Dr. Elizabeth Rasekoala is the President of African Gong: The Pan-African Network for the Popularization of Science & Technology and Science Communication, which aims to advance the Public Learning and Understanding of Science (PLUS), scientific outreach and scientific literacy on the African continent. She is the Editor of the influential new Book "Race and Sociocultural Inclusion in Science Communication: Innovation, Decolonisation, and Transformation”.

Elizabeth, with a professional background in Chemical Engineering, has researched, presented and written widely on public innovation and transformative development through advancing diversity, sociocultural inclusion and race and gender equality issues in science communication and science, technology, engineering, and mathematics (STEM) education and skills development. She has provided extensive advisory and consultancy expertise to various governments and agencies both in the Global North and South, and to multilateral international organisations over the past 20 years, including the European Commission, the UN Commission on Human Rights, the UN Economic Commission for Africa, UNESCO, the African Union Commission and the African Development Bank.

Elizabeth has been internationally recognised for her innovative, dynamic advocacy, and transformative practice, with various awards, the most recent being the International NAT AWARD for Science Communication—conferred by the Natural Science Museum of Barcelona, in 2019.
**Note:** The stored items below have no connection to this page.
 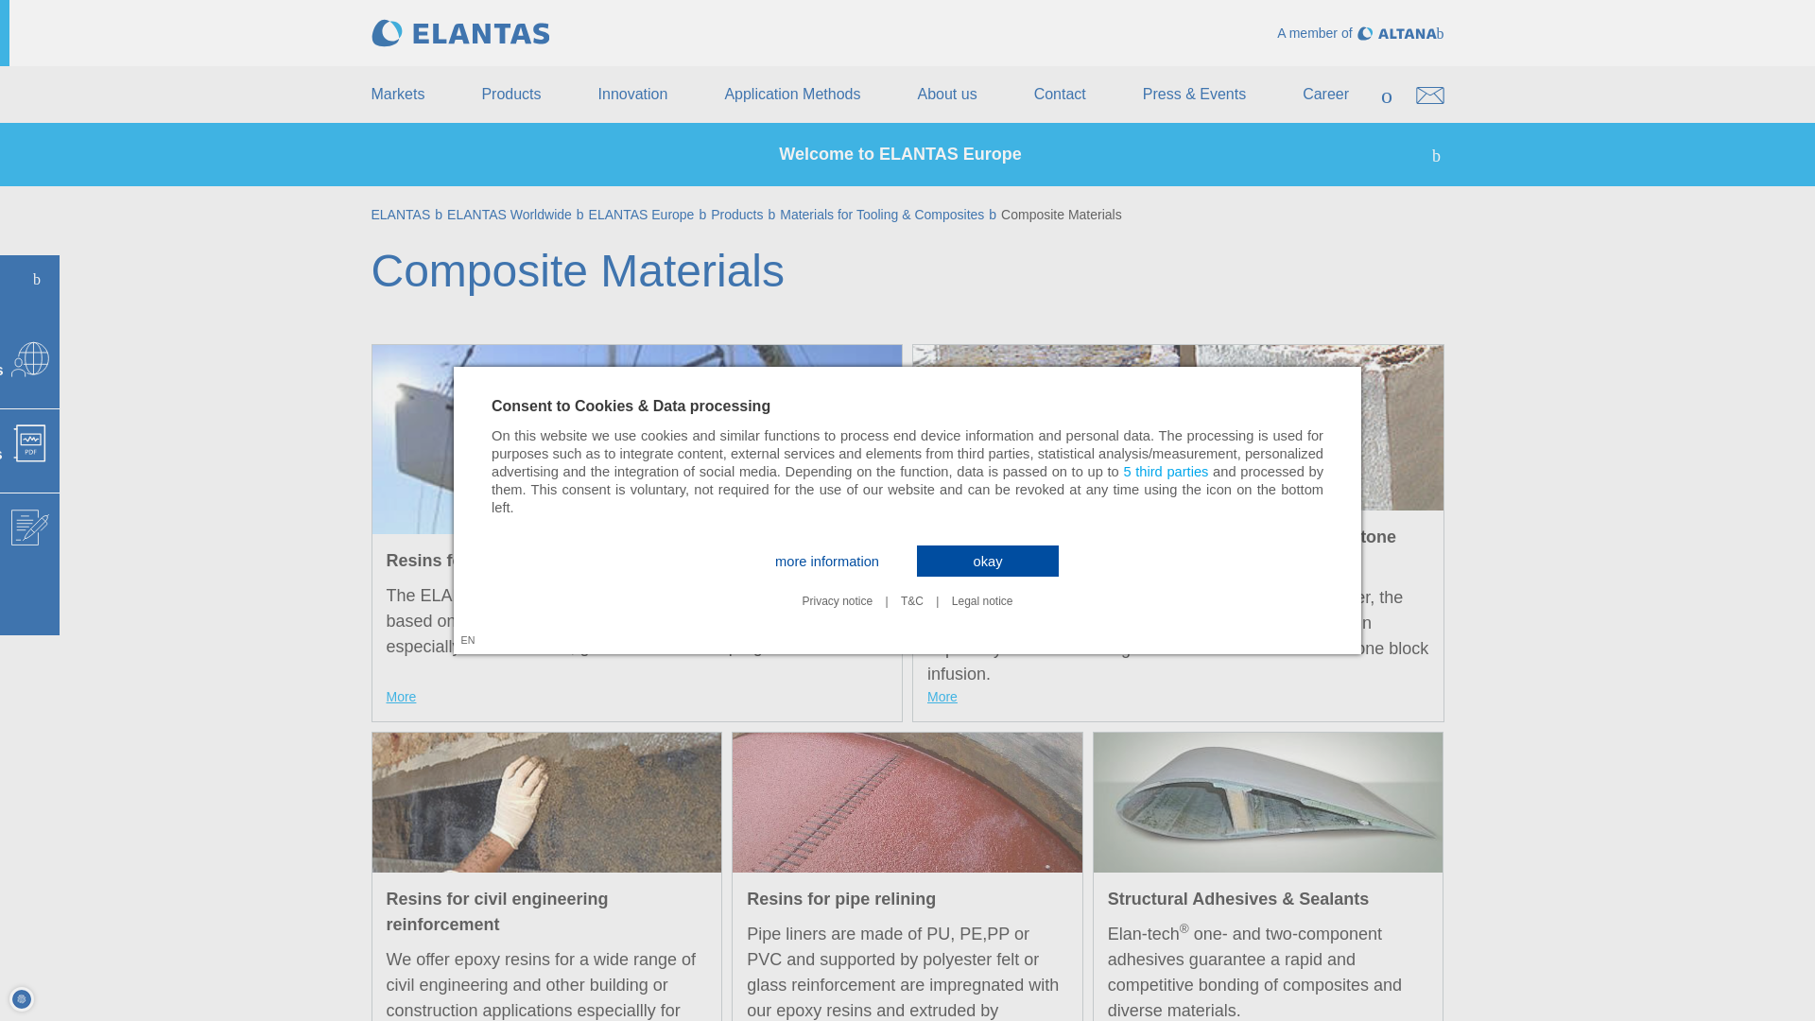 What do you see at coordinates (792, 95) in the screenshot?
I see `Application Methods` at bounding box center [792, 95].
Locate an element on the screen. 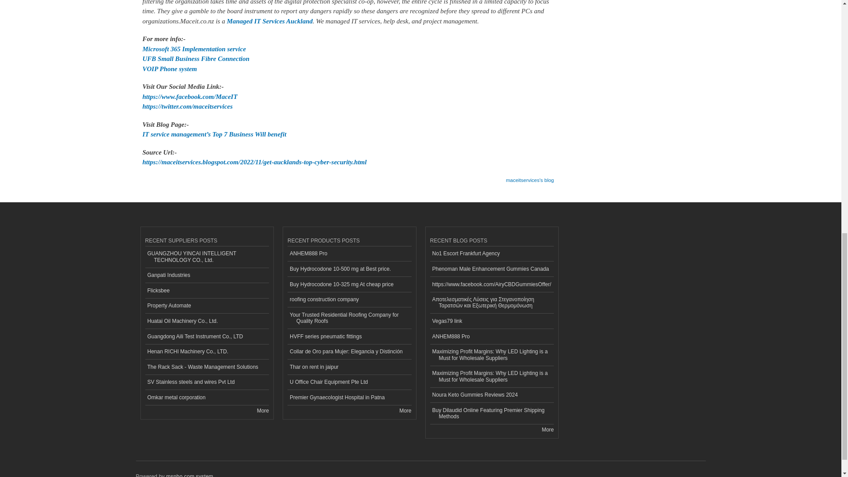  UFB Small Business Fibre Connection is located at coordinates (196, 59).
Leveraging Afrocentricity & Sociocultural Inclusion for enhanced Impact

The critical developmental challenges across the African continent make it an imperative for African scientists to undertake emancipative and transformational approaches to Science Communication and Public Engagement as a routine, in their practices and narratives. These Afrocentric and socioculturally inclusive contexts and framing of science engagement become even more vital when scenarios are challenging – such as during public health epidemics and pandemics. African Gong advocates for a ‘societal literacy’ approach to public engagement in Africa — a two-way approach that highlights the role of scientists.   Furthermore, for African scientists and researchers, Afrocentric science engagement with society can also create and enable a more critically engaged public, necessary for navigating science advice in a ‘post-normal science’ era, with inherent challenges of building trust.

These imperatives, diverse contexts and their implications for race and sociocultural inclusion in science communication, globally, are amongst the pressing issues that have been interrogated and elaborated on, by 30 globally diverse science communication practitioners and academics, in the new book, "Race and Sociocultural Inclusion in Science Communication: Innovation, Decolonisation, and Transformation.” Dr. Elizabeth Rasekoala, President of African Gong: The Pan-African Network for the Popularization of Science & Technology and Science Communication, is the Editor of this influential collection and will be sharing key learnings and innovative Afrocentric understandings from this book.